In case you weren't here for my earlier post, here's my June picture of a woman washing her feet in the sluice gate of the spillway, surrounded by graffiti:

6_10_2017_day5 2.jpg

I had ideas of childhood summers and forbidden places, things which I thought might make something more profound of the motif. I have two grandsons, aged (at the time) 10 and 11. This is a wonderful time to be alive. Just old enough to break free of mom's apron springs and go places where you don't belong, but still young enough to be really creeped out about the whole thing. Where better to go than a spillway? What better time than on summer vacation? What better age than on the cusp of puberty? The story had everything, or so I thought. I arranged with my son and daughter in law to borrow two kids for a painting and photo session.

6_20_2017_thumbnail.jpg

So there they went, the ten and eleven and, as a special bonus, a three year old brother. All the best ideas come from childhood. This is the age to wander where you don't belong, among the graffiti and the rats. Better still if you bring your toddler brother along.

6_2_2017_color sketch.jpg

Summers are great times when you're a kid, but the summers when you're ten or eleven are the magical ones. Maybe the problem with this picture had to do with my having to get the parents' permission to pose these kids where they didn't belong. Is forbidden fruit really forbidden when you ask permission?

11.12a.jpg

Of course, the fact that certain locales are forbidden doesn't necessarily mean a ten year old should go there. Here's that same spillway after a half hour of hard summer rain. My grandkids might have found it fun for the first thirty seconds, but then the raging waters would have carried them into uprooted trees and pilings, and spoiled their fun.

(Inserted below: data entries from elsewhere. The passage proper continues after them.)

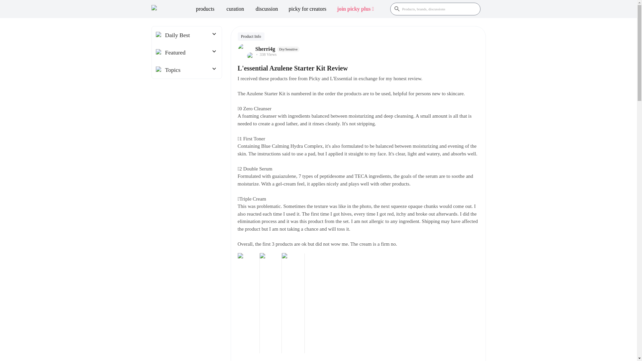 Image resolution: width=642 pixels, height=361 pixels. What do you see at coordinates (235, 9) in the screenshot?
I see `curation` at bounding box center [235, 9].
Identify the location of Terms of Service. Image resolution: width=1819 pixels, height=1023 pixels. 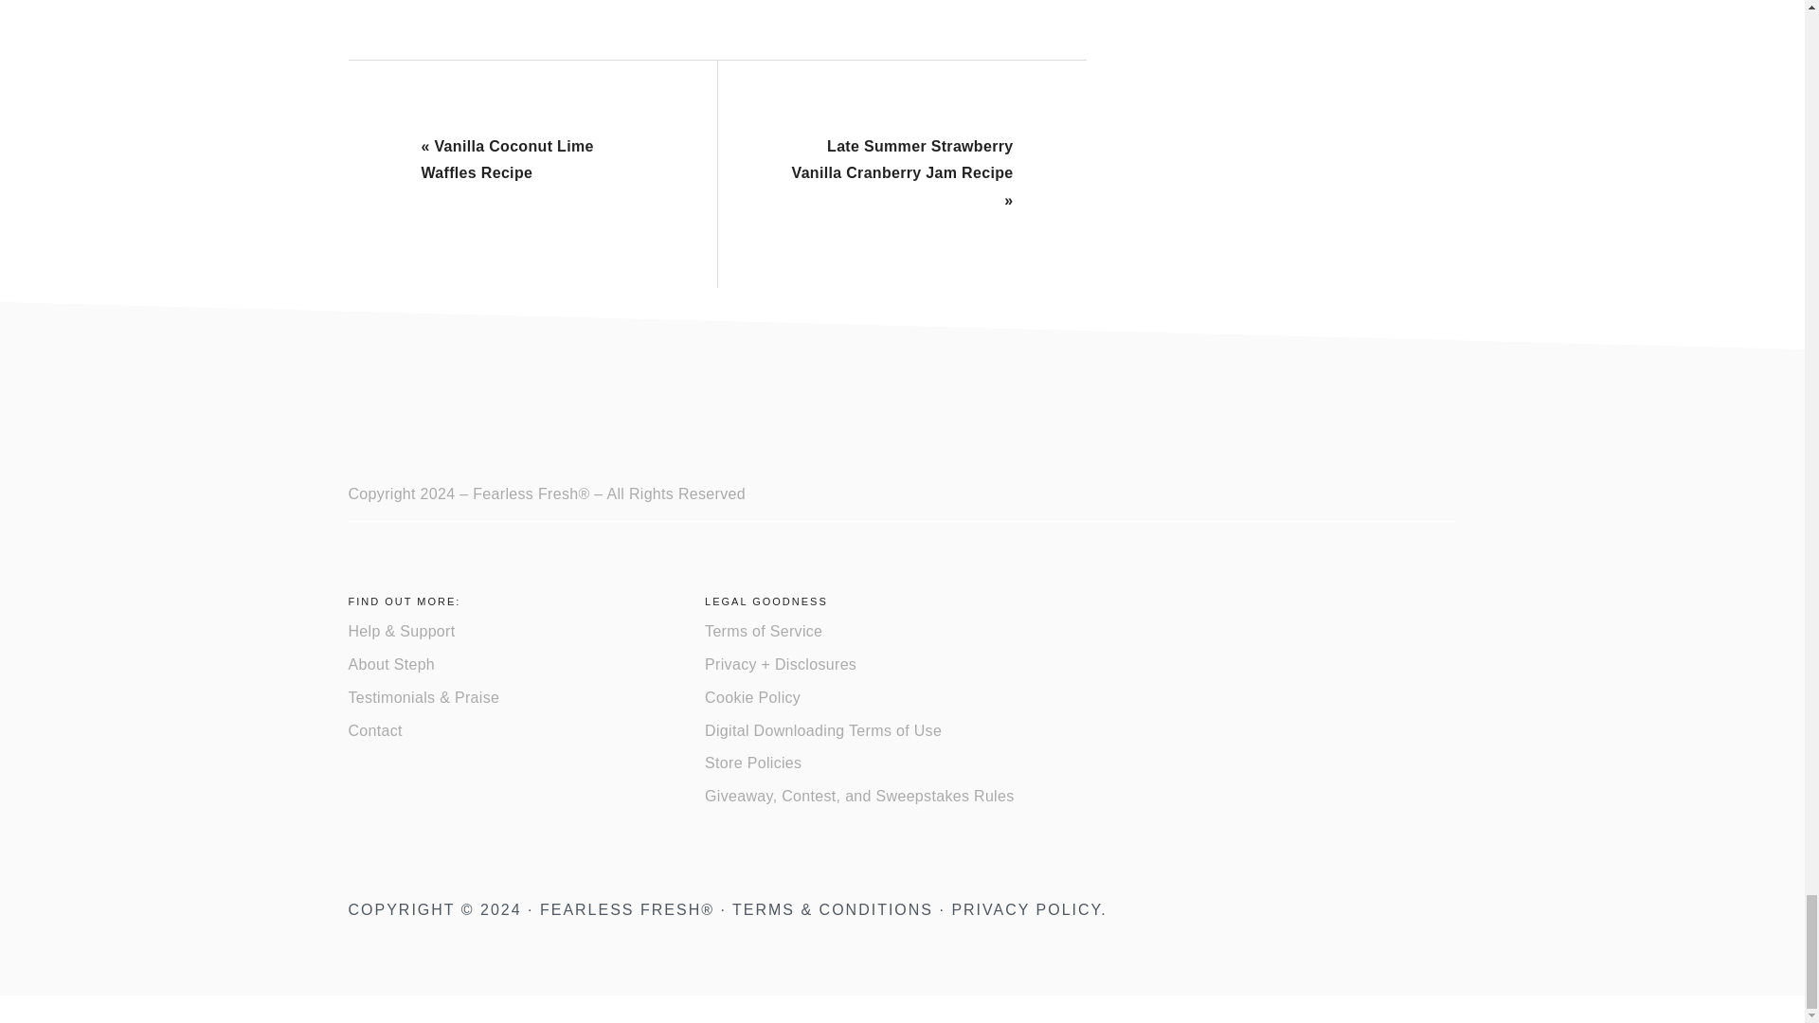
(764, 631).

Still, I wanted to make a picture about kids going places where they don't belong, danger or no danger.

Come the next clear day, I once more had access to grandkids, aged 11, 10 and 3. Oil is a surprisingly cooperative tool for sketching. That Magic Summer, you know? The one where floodwaters nearly made strawberry jam out of us all. The story had everything. Rod Serling would have made a Twilight Zone episode out of it all.

But it just plain didn't please me. Not visually, anyway. I love my grandkids, and I love the emotional resonance of summer and heat and forbidden places and no parents. But the sketches just didn't click, no matter how hard I tried.

And so ended Duck Creek Spillway, Opus 2. I had one more trick up my sleeve.